Quote:

I'm still not convinced that a longer tube has less efficiency over shorter, but numerically more, tubes.




I’ve read it in Corky Bell’s book, I understood it, I think I can explain it.

I suspect that you understand that hte greater the temperature difference, the greater (faster) that heat transfer will occur. It is therefore a non-linear event – with a constant ambient temperature of say 80°, hot coffee will cool faster from 150° to 145° than it will cool from 105° to 100°.

So, consider 1 tube 26" long. I’ll call heat removal ‘X’. Ambient temperature is constant for the whole radiator, so the 2nd section tries to exchange heat with a temperature differential that is lower/closer to ambient, so the 2nd section will not be able to exchange the same heat as the top half, so it will be less than ‘X’. Let’s just say perhaps 1.5 X for the top half and X for the bottom.

Now consider 2 tubes 13” long, and with all other conditions the same, we’ll have 2 times 1.5 X of heat removal. Without a bunch of coefficients, flowrates, and calculations we don’t know the difference between all the X’s, but mathematically/logically we see it.

The same principle explains why adding additional cores/thickness does not increase cooling by the same amount as the core before it. The first row of core receives ambient airflow, but the row of core tubes behind it receives warmer ambient air, and therefore does not exchange as much heat as core #1.

So now you say ’sure, we’ve got more heat rejection from teh 2 short tubes compared to the long one, but logically the overall temperature is lower at the end of the long tube’ (and I agree with that). But as heat rejection and temperature drop aren’t the same thing (there is more energy lost from 150-145 than from 105-100) I would say that as time goes on, the longer tube system would normalize to a higher temperature than it started, and higher than the 2 short tubes.

If anyone can provide a better/correct explanation of this, I'll be glad to edit/delete my wrong info.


▶ [PROBLEM]: Where the line containing "Mark the region of person." appears below, begin there and reproduce each line exactly through the last one, omitting pictures.

▶ [DATASET RECORDS]:

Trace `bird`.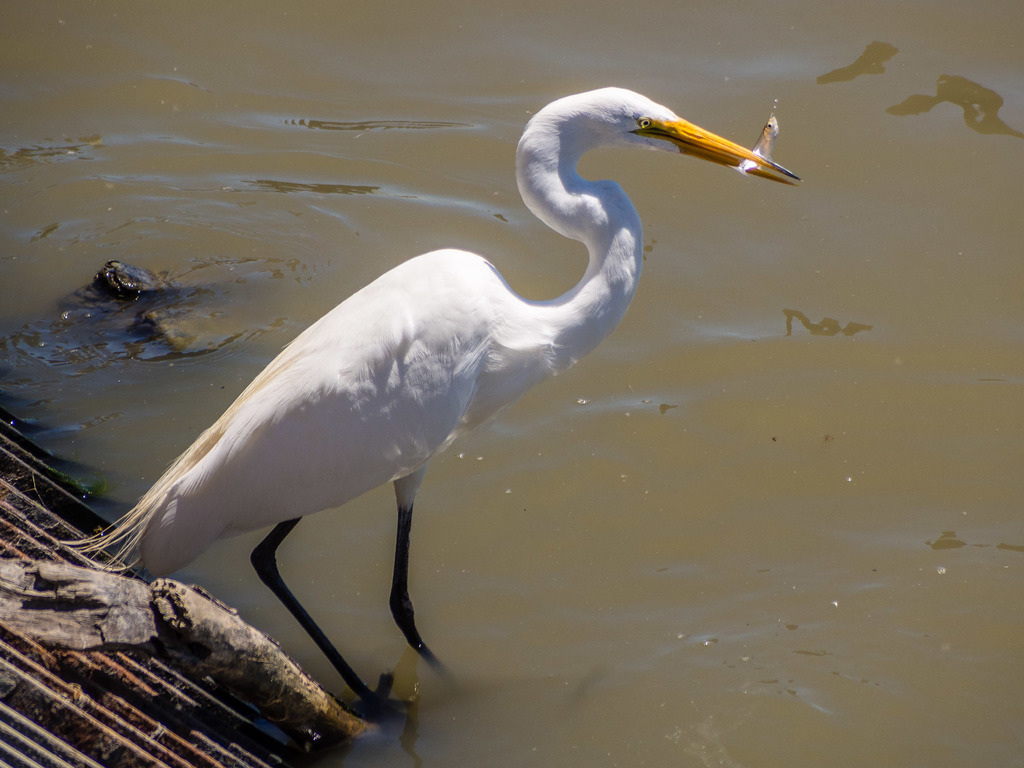
Traced to {"x1": 58, "y1": 85, "x2": 803, "y2": 724}.
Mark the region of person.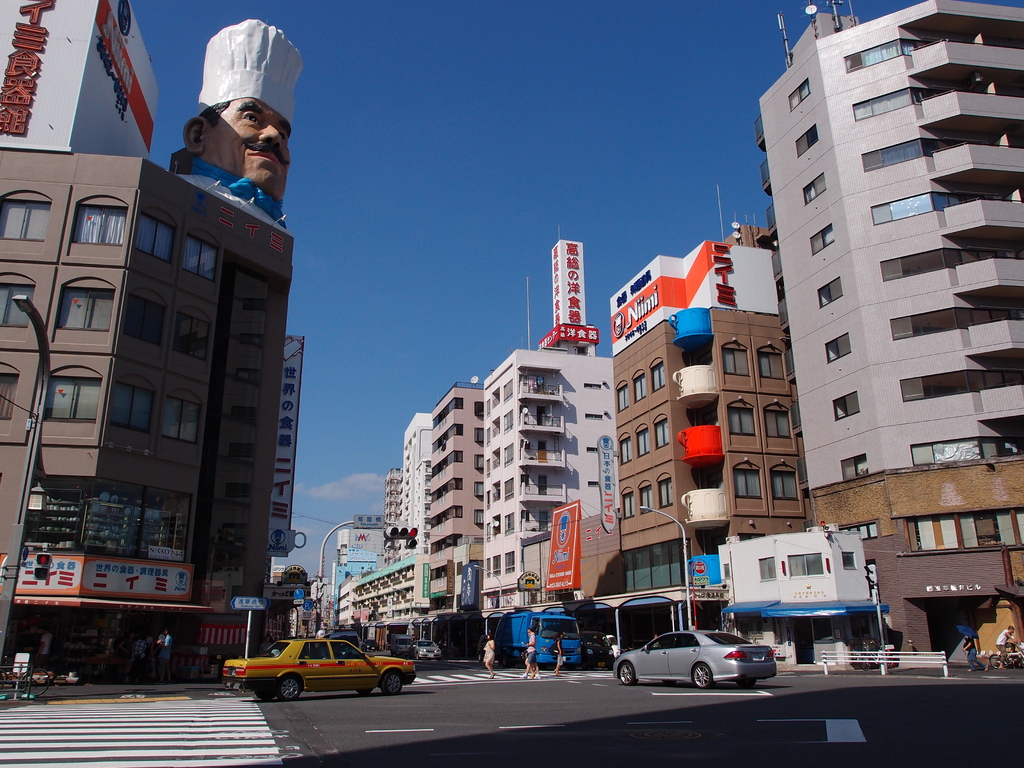
Region: 993:627:1012:667.
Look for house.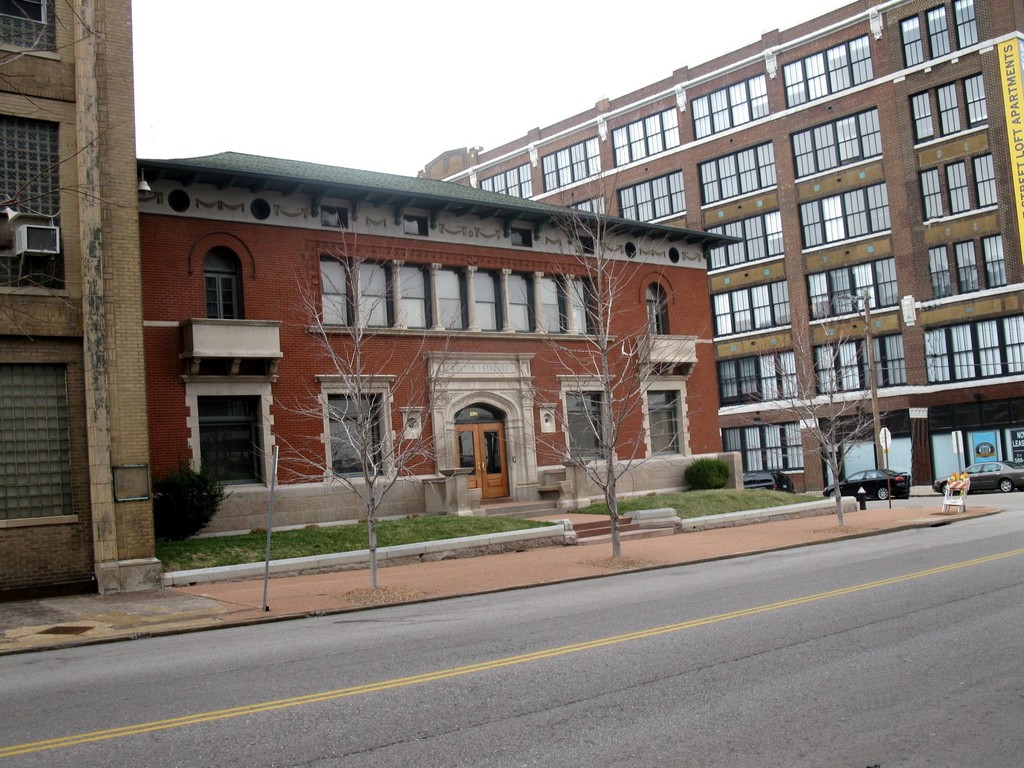
Found: 0 0 138 595.
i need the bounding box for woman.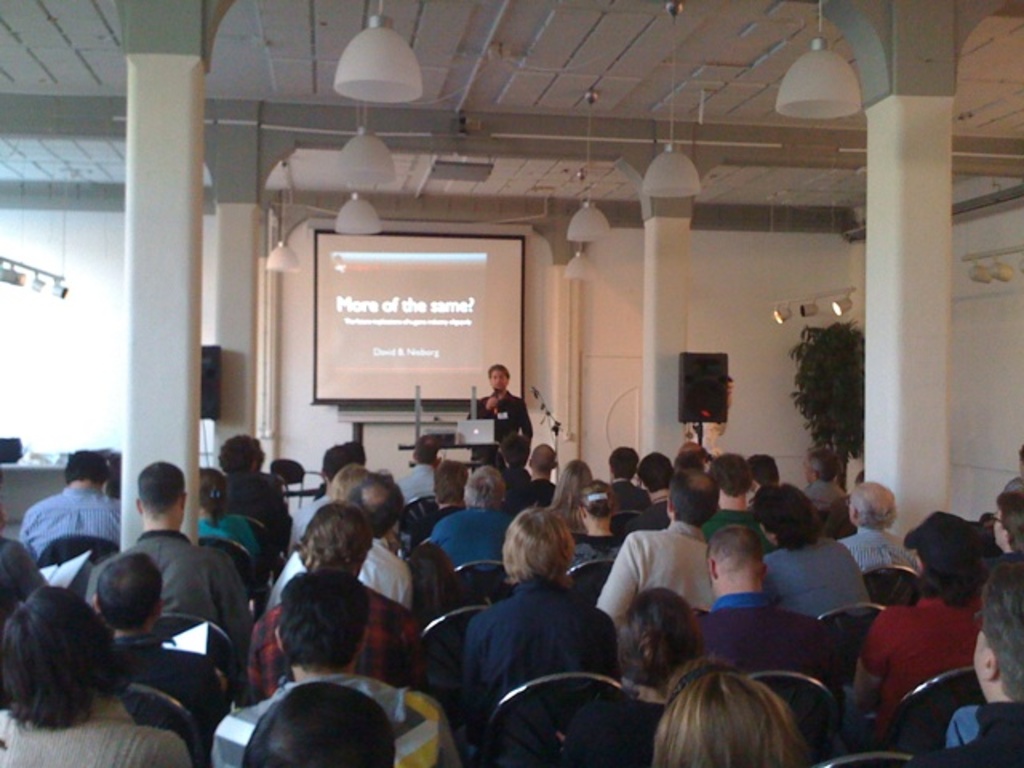
Here it is: 448/491/626/757.
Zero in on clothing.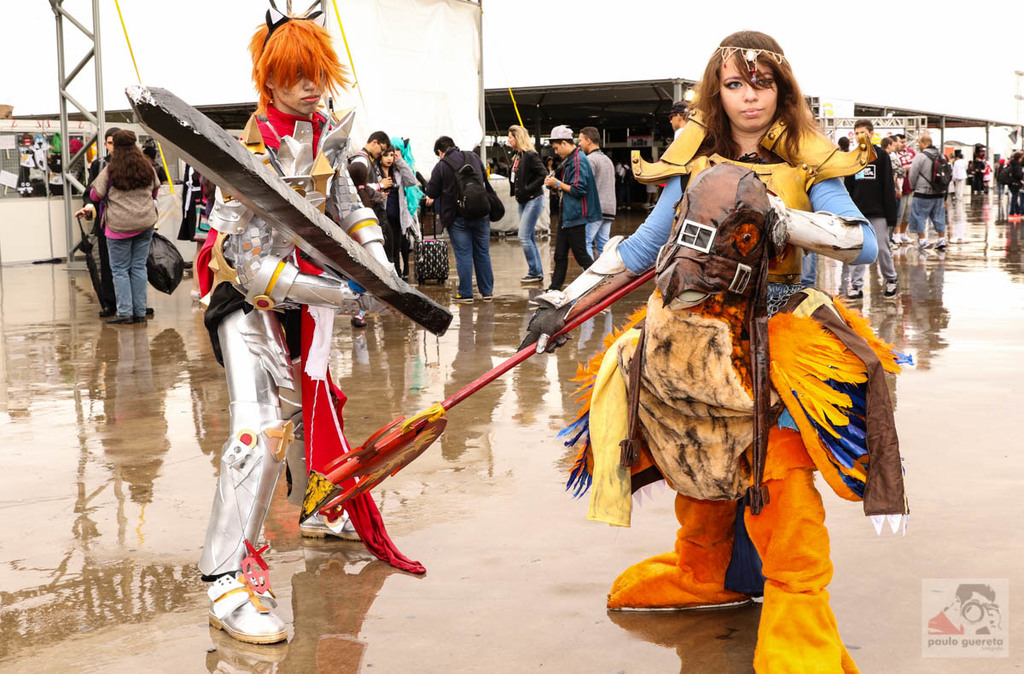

▶ [YOUR RESPONSE]:
Mark the region of person.
Region: 993:627:1012:667.
Look for house.
Found: 0 0 138 595.
i need the bounding box for woman.
Here it is: 448/491/626/757.
Zero in on clothing.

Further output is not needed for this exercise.